Land swap solves both park, schools problems

Out of the negotiations come a new school in the Mandolin subdivision and a way to complete a large passive park.

By JEFFREY S. SOLOCHEK, Times Staff Writer
Published December 4, 2005

KEYSTONE - School district and county officials have worked out the kinks in a deal that would allow a new school to rise in the Mandolin subdivision, where Citrus Park Drive dead-ends off Countryway Drive.

The land swap, which also would complete a giant passive park spanning from N Mobley Road to Citrus Park Drive, had been threatened by legal entanglements. But negotiations have eliminated the problems, paving the way for the school district to move ahead with its construction plans early in 2006.

A new 960-student school would be on schedule to open no later than August 2007, facilities director Cathy Valdes said.

Along with a second new elementary school, slated to rise on the Walker Middle School campus on N Mobley Road, the northwest corner of the county would gain close to 2,000 new seats to help control crowding at several area schools, most notably Bryant Elementary and McKitrick Elementary.

Fawn Ridge parents are not waiting for the school district to create attendance zone boundaries for these schools to begin lobbying on behalf of their children.

Several turned out last week ostensibly to assess conceptual designs for the Walker campus elementary school, but really to corner the "boundary guy," as they called him: Steve Ayers, the man who draws school attendance zones when new schools open.
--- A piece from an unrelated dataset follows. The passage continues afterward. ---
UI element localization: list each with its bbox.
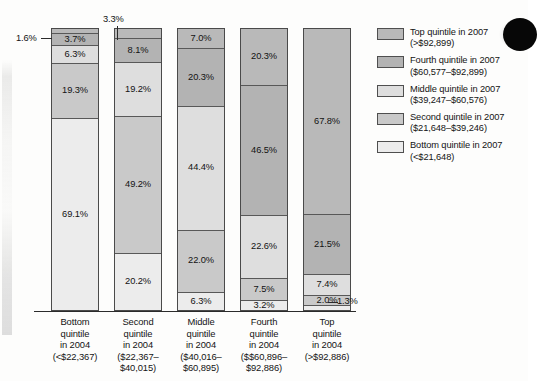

They had a simple message: Leave us alone.

Since their subdivision was built in the mid 1980s, children living there have been assigned to Citrus Park, Lowry, Westchase and now Bryant elementary schools. When parents have fought to give their kids some stability, they've usually lost out to other interests, such as keeping the Westchase community intact.
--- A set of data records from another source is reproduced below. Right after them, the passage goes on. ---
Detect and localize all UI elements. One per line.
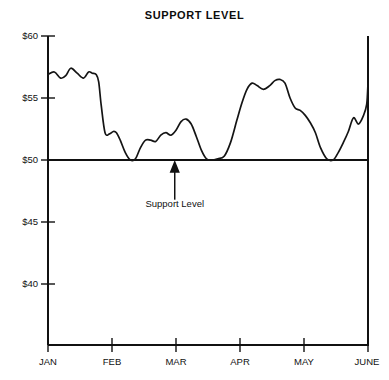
support-arrow-head xyxy=(171,162,179,172)
chart-container: SUPPORT LEVEL $60 $55 $50 $45 $40 JAN xyxy=(0,0,389,380)
x-axis-label-may: MAY xyxy=(284,356,324,367)
x-axis-label-june: JUNE xyxy=(346,356,388,367)
y-axis-label-45: $45 xyxy=(8,216,38,227)
y-axis-label-50: $50 xyxy=(8,154,38,165)
x-axis-label-apr: APR xyxy=(220,356,260,367)
y-axis-label-55: $55 xyxy=(8,92,38,103)
y-axis-label-40: $40 xyxy=(8,278,38,289)
x-axis-label-mar: MAR xyxy=(156,356,196,367)
x-axis-label-jan: JAN xyxy=(28,356,68,367)
price-line-series xyxy=(48,68,368,160)
chart-plot-area xyxy=(0,0,389,380)
y-axis-label-60: $60 xyxy=(8,30,38,41)
x-axis-label-feb: FEB xyxy=(92,356,132,367)
support-level-annotation: Support Level xyxy=(125,198,225,209)
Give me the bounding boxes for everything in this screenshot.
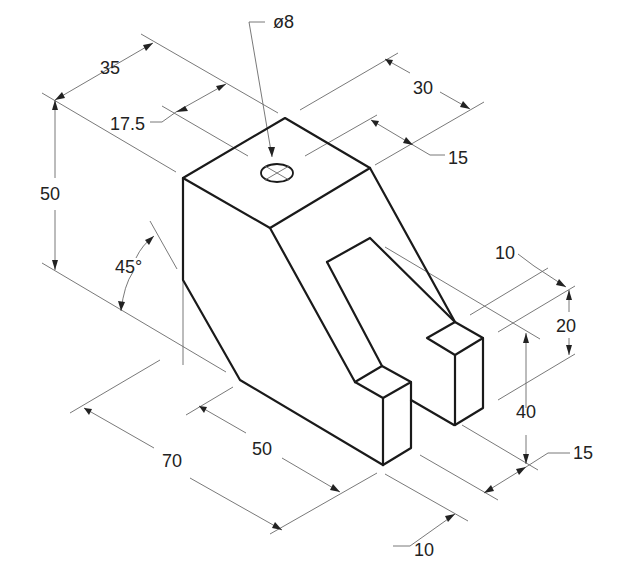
label-slot-15: 15	[573, 443, 593, 463]
label-prong-20: 20	[556, 316, 576, 336]
object-outline	[183, 118, 483, 465]
label-prong-10: 10	[495, 243, 515, 263]
label-width-17-5: 17.5	[110, 114, 145, 134]
label-depth-15: 15	[448, 148, 468, 168]
label-length-70: 70	[162, 451, 182, 471]
label-prong-width-10: 10	[414, 540, 434, 560]
label-height-50: 50	[40, 184, 60, 204]
dimension-lines	[42, 22, 575, 546]
label-depth-30: 30	[413, 78, 433, 98]
label-length-50: 50	[252, 439, 272, 459]
label-height-40: 40	[516, 402, 536, 422]
label-hole-diameter: ø8	[273, 12, 294, 32]
isometric-drawing: ø8 35 17.5 50 45° 30 15 10 20 40 15 70 5…	[0, 0, 626, 583]
label-width-35: 35	[100, 58, 120, 78]
label-angle-45: 45°	[115, 257, 142, 277]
"We're like the little redheaded stepchild that keeps getting moved farther out," said Kelly Cook, who has a son in fourth grade at Bryant and 4-year-old twin girls who will begin kindergarten in 2007. "At some point it's like, can Fawn Ridge please be left out of the scenario?"

Ayers told the parents that the Mandolin school likely will be theirs. It's not as close as the property the school district is trading to the county, which sits within Fawn Ridge, he admitted. But it's close enough.

If that's true, some moms said, they're pleased to get a campus nearer to home. They're not interested in interim moves before the school opens, though.

"I want it done once," Mary Vaughan said. "I don't want to have to move twice."

Their big concern is that Fawn Ridge is the neighborhood farthest from Bryant, which superintendent MaryEllen Elia has deemed the school district's most pressing crowding problem and promised to find a solution for 2006-07. Parents fear that newer but closer neighborhoods might get to stay put while the Fawn Ridge kids bear the brunt of the solution.

"We've done it enough," said Annette Doyle, who has a third-grader at Bryant. "It's somebody else's turn."

The neighbors haven't yet organized themselves: So far, they've just engaged in bus stop chit-chat.

"But we all have some firm ideas of what we don't want to have happen," said Doyle, a veteran of three other boundary rezonings that went against her community. "Every time a new community gets built out in our area, instead of having them move to a new school, it always ends up being our neighborhood. We cannot have that happen again."